Book Review: Gift Guide 2015: Fiction by Austin Authors
A well-researched and swiftly paced historical novel for grown-up girls who dreamed of being knights
Reviewed by Rosalind Faires, Fri., Dec. 11, 2015
There are girls who are traveling home to visit their families this holiday, who find themselves staying in their old rooms, looking at their childhood books, and can't help but thumb through some of their favorites. The horse girls will gaze at worn and well-loved copies of Black Beauty and Misty of Chincoteague. The amateur sleuths will revisit Nancy Drew and Harriet the Spy. But the ones who begged to go to the Renaissance faire, who rewrote portions of Eragon and Lord of the Rings so the girls had better parts – the adventure-sword-and-dragon girls – they'll be wistfully revisiting Tamora Pierce's books and remembering how good it felt to be their own knights in shining armor.
Gwendolyn's Sword is Austin author E.A. Haltom's gift to Protector of the Small fans all grown up. A spectacularly well-researched and swiftly paced historical novel (with just the most tantalizing hint of magic) follows the titular Gwendolyn, a 22-year-old woman managing her husband's estate as he fights in the Crusades alongside Richard the Lionhearted. Land grabbing and rebellions foment in the king's absence, thanks to his resentful younger brother, John (known best from his role as villain in the tales of Robin Hood), and when Gwendolyn discovers that she is a distant descendant of the legendary King Arthur and supposedly the heir apparent to his sword Caliburn (better known today as Excalibur), she rises to the occasion and takes up the mantle of hero and political player.
Gwendolyn's Sword can't help but be fun by virtue of its genre alone, but its rich details and understated feminism are what distinguish it. Of course, a great part of writing about historical times is presenting the ugly realities of its ideology, and in 1193, as today, there was plenty of misogyny to go around. But Haltom doesn't allow Gwendolyn (and for that matter, Eleanor of Aquitaine, who appears throughout) to be crushed by it, and in the meantime allows space for fruitful female relationships, frank realism about womanhood (never have I been so surprised and delighted to have menstruation discussed in a book), and the creation of a heroine who deserves as many ballads as Arthur, Richard, or Robin Hood. One can hope for a sequel.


* [Your objective] The entries that follow should be reproduced exactly, with no images carried over.

* [Supplied entries]
/---

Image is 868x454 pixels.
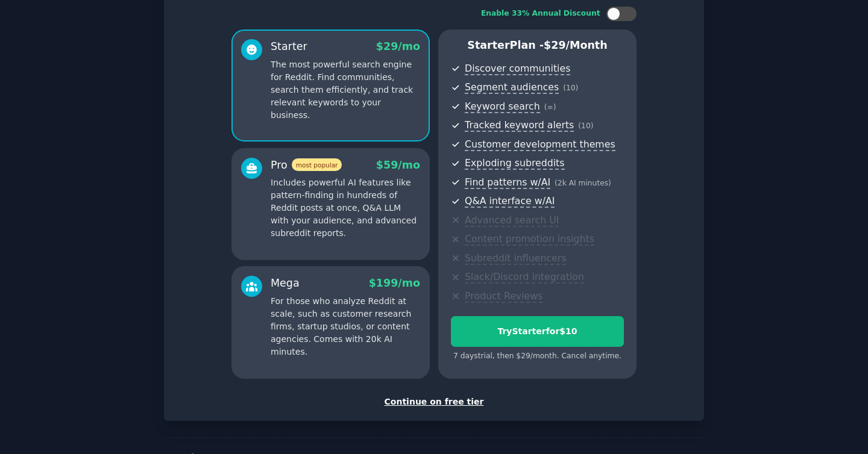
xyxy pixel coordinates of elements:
[465,290,542,303] span: Product Reviews
[465,233,594,246] span: Content promotion insights
[465,195,554,208] span: Q&A interface w/AI
[465,176,550,189] span: Find patterns w/AI
[271,295,420,359] p: For those who analyze Reddit at scale, such as customer research firms, startup studios, or conte...
[376,40,420,52] span: $ 29 /mo
[563,84,578,92] span: ( 10 )
[176,396,692,409] div: Continue on free tier
[376,159,420,171] span: $ 59 /mo
[578,121,593,130] span: ( 10 )
[271,176,420,240] p: Includes powerful AI features like pattern-finding in hundreds of Reddit posts at once, Q&A LLM w...
[271,39,307,54] div: Starter
[465,271,584,284] span: Slack/Discord integration
[369,277,420,289] span: $ 199 /mo
[465,214,559,227] span: Advanced search UI
[465,139,615,152] span: Customer development themes
[451,352,624,362] div: 7 days trial, then $ 29 /month . Cancel anytime.
[271,158,341,173] div: Pro
[451,38,624,53] p: Starter Plan -
[271,276,299,291] div: Mega
[271,59,420,121] p: The most powerful search engine for Reddit. Find communities, search them efficiently, and track ...
[451,317,624,347] button: TryStarterfor$10
[481,9,600,19] div: Enable 33% Annual Discount
[554,179,611,187] span: ( 2k AI minutes )
[291,159,342,171] span: most popular
[465,252,566,265] span: Subreddit influencers
[465,119,574,132] span: Tracked keyword alerts
[544,103,557,111] span: ( ∞ )
[452,325,623,338] div: Try Starter for $10
[544,39,608,52] span: $ 29 /month
[465,63,570,75] span: Discover communities
[465,101,540,114] span: Keyword search
[465,157,564,170] span: Exploding subreddits
[465,81,559,94] span: Segment audiences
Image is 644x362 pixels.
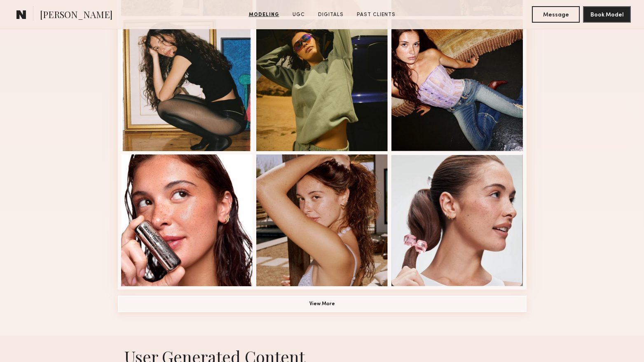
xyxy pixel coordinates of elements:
[315,11,347,18] a: Digitals
[118,296,527,312] button: View More
[583,11,631,18] a: Book Model
[353,11,399,18] a: Past Clients
[532,6,580,23] button: Message
[289,11,308,18] a: UGC
[245,11,282,18] a: Modeling
[40,8,112,23] span: [PERSON_NAME]
[583,6,631,23] button: Book Model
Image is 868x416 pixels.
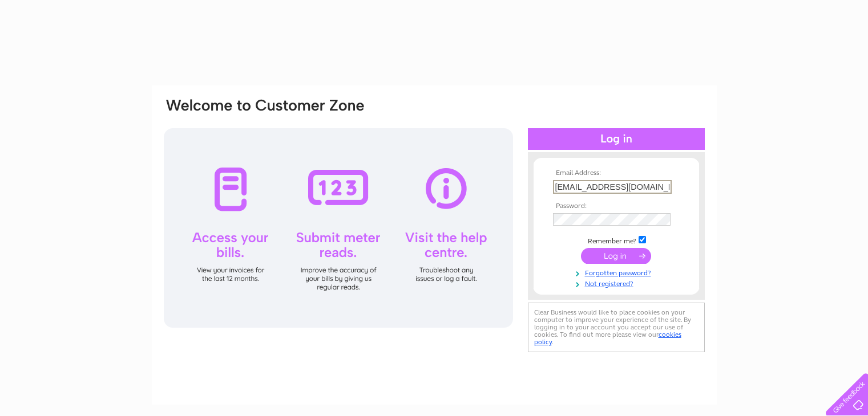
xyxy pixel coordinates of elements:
[550,202,683,211] th: Password:
[553,267,683,278] a: Forgotten password?
[553,278,683,289] a: Not registered?
[527,303,704,352] div: Clear Business would like to place cookies on your computer to improve your experience of the sit...
[550,169,683,177] th: Email Address:
[534,330,681,346] a: cookies policy
[581,248,651,264] input: Submit
[550,234,683,246] td: Remember me?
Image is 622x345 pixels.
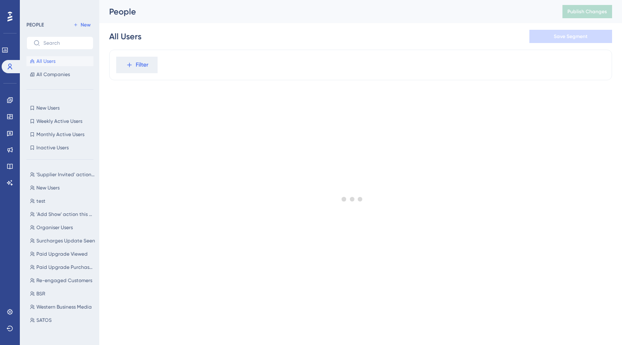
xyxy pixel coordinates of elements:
[36,198,46,204] span: test
[563,5,612,18] button: Publish Changes
[36,171,95,178] span: 'Supplier Invited' action this week
[70,20,94,30] button: New
[26,315,98,325] button: SATOS
[36,131,84,138] span: Monthly Active Users
[26,70,94,79] button: All Companies
[36,264,95,271] span: Paid Upgrade Purchased
[26,103,94,113] button: New Users
[36,277,92,284] span: Re-engaged Customers
[36,185,60,191] span: New Users
[26,183,98,193] button: New Users
[36,58,55,65] span: All Users
[36,290,45,297] span: BSR
[109,31,141,42] div: All Users
[26,289,98,299] button: BSR
[26,223,98,233] button: Organiser Users
[26,302,98,312] button: Western Business Media
[81,22,91,28] span: New
[109,6,542,17] div: People
[26,143,94,153] button: Inactive Users
[36,304,92,310] span: Western Business Media
[26,209,98,219] button: 'Add Show' action this week
[36,224,73,231] span: Organiser Users
[26,249,98,259] button: Paid Upgrade Viewed
[26,170,98,180] button: 'Supplier Invited' action this week
[26,196,98,206] button: test
[36,237,95,244] span: Surcharges Update Seen
[36,144,69,151] span: Inactive Users
[36,211,95,218] span: 'Add Show' action this week
[36,71,70,78] span: All Companies
[26,129,94,139] button: Monthly Active Users
[26,276,98,285] button: Re-engaged Customers
[36,317,52,324] span: SATOS
[26,56,94,66] button: All Users
[568,8,607,15] span: Publish Changes
[554,33,588,40] span: Save Segment
[26,116,94,126] button: Weekly Active Users
[36,251,88,257] span: Paid Upgrade Viewed
[36,105,60,111] span: New Users
[26,236,98,246] button: Surcharges Update Seen
[43,40,86,46] input: Search
[26,262,98,272] button: Paid Upgrade Purchased
[530,30,612,43] button: Save Segment
[36,118,82,125] span: Weekly Active Users
[26,22,44,28] div: PEOPLE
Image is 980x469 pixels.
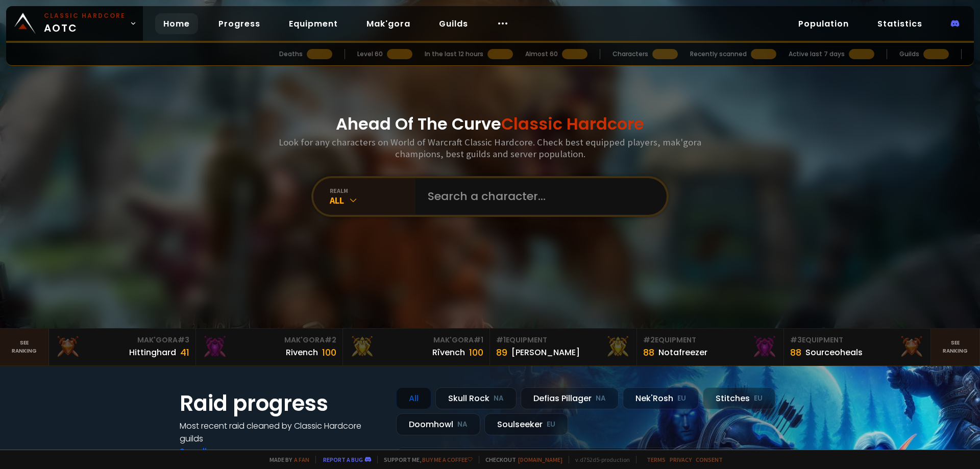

\---

* [Solution below]
Image is 868x454 pixels.
xyxy pixel coordinates of elements:
[465,290,542,303] span: Product Reviews
[465,233,594,246] span: Content promotion insights
[465,195,554,208] span: Q&A interface w/AI
[465,176,550,189] span: Find patterns w/AI
[271,295,420,359] p: For those who analyze Reddit at scale, such as customer research firms, startup studios, or conte...
[376,40,420,52] span: $ 29 /mo
[563,84,578,92] span: ( 10 )
[176,396,692,409] div: Continue on free tier
[376,159,420,171] span: $ 59 /mo
[578,121,593,130] span: ( 10 )
[271,176,420,240] p: Includes powerful AI features like pattern-finding in hundreds of Reddit posts at once, Q&A LLM w...
[271,39,307,54] div: Starter
[465,271,584,284] span: Slack/Discord integration
[369,277,420,289] span: $ 199 /mo
[465,214,559,227] span: Advanced search UI
[465,139,615,152] span: Customer development themes
[451,352,624,362] div: 7 days trial, then $ 29 /month . Cancel anytime.
[271,158,341,173] div: Pro
[451,38,624,53] p: Starter Plan -
[271,276,299,291] div: Mega
[271,59,420,121] p: The most powerful search engine for Reddit. Find communities, search them efficiently, and track ...
[451,317,624,347] button: TryStarterfor$10
[481,9,600,19] div: Enable 33% Annual Discount
[554,179,611,187] span: ( 2k AI minutes )
[291,159,342,171] span: most popular
[465,252,566,265] span: Subreddit influencers
[465,119,574,132] span: Tracked keyword alerts
[544,103,557,111] span: ( ∞ )
[452,325,623,338] div: Try Starter for $10
[544,39,608,52] span: $ 29 /month
[465,63,570,75] span: Discover communities
[465,101,540,114] span: Keyword search
[465,157,564,170] span: Exploding subreddits
[465,81,559,94] span: Segment audiences
Image is 644x362 pixels.
xyxy pixel coordinates of elements:
[315,11,347,18] a: Digitals
[118,296,527,312] button: View More
[583,11,631,18] a: Book Model
[353,11,399,18] a: Past Clients
[532,6,580,23] button: Message
[289,11,308,18] a: UGC
[245,11,282,18] a: Modeling
[40,8,112,23] span: [PERSON_NAME]
[583,6,631,23] button: Book Model
Image is 868x416 pixels.
xyxy pixel coordinates of elements:
[550,202,683,211] th: Password:
[553,267,683,278] a: Forgotten password?
[553,278,683,289] a: Not registered?
[527,303,704,352] div: Clear Business would like to place cookies on your computer to improve your experience of the sit...
[550,169,683,177] th: Email Address:
[534,330,681,346] a: cookies policy
[581,248,651,264] input: Submit
[550,234,683,246] td: Remember me?
Image is 622x345 pixels.
xyxy pixel coordinates of elements:
[36,198,46,204] span: test
[563,5,612,18] button: Publish Changes
[36,171,95,178] span: 'Supplier Invited' action this week
[70,20,94,30] button: New
[26,315,98,325] button: SATOS
[36,131,84,138] span: Monthly Active Users
[26,70,94,79] button: All Companies
[36,264,95,271] span: Paid Upgrade Purchased
[26,103,94,113] button: New Users
[36,277,92,284] span: Re-engaged Customers
[36,185,60,191] span: New Users
[26,183,98,193] button: New Users
[36,58,55,65] span: All Users
[36,290,45,297] span: BSR
[109,31,141,42] div: All Users
[26,289,98,299] button: BSR
[26,223,98,233] button: Organiser Users
[26,302,98,312] button: Western Business Media
[81,22,91,28] span: New
[109,6,542,17] div: People
[26,143,94,153] button: Inactive Users
[36,304,92,310] span: Western Business Media
[26,209,98,219] button: 'Add Show' action this week
[36,224,73,231] span: Organiser Users
[26,249,98,259] button: Paid Upgrade Viewed
[26,170,98,180] button: 'Supplier Invited' action this week
[26,196,98,206] button: test
[36,237,95,244] span: Surcharges Update Seen
[36,144,69,151] span: Inactive Users
[36,211,95,218] span: 'Add Show' action this week
[36,71,70,78] span: All Companies
[26,129,94,139] button: Monthly Active Users
[26,276,98,285] button: Re-engaged Customers
[36,317,52,324] span: SATOS
[26,56,94,66] button: All Users
[568,8,607,15] span: Publish Changes
[554,33,588,40] span: Save Segment
[26,116,94,126] button: Weekly Active Users
[36,251,88,257] span: Paid Upgrade Viewed
[36,105,60,111] span: New Users
[26,236,98,246] button: Surcharges Update Seen
[43,40,86,46] input: Search
[26,262,98,272] button: Paid Upgrade Purchased
[530,30,612,43] button: Save Segment
[36,118,82,125] span: Weekly Active Users
[26,22,44,28] div: PEOPLE
Image is 980x469 pixels.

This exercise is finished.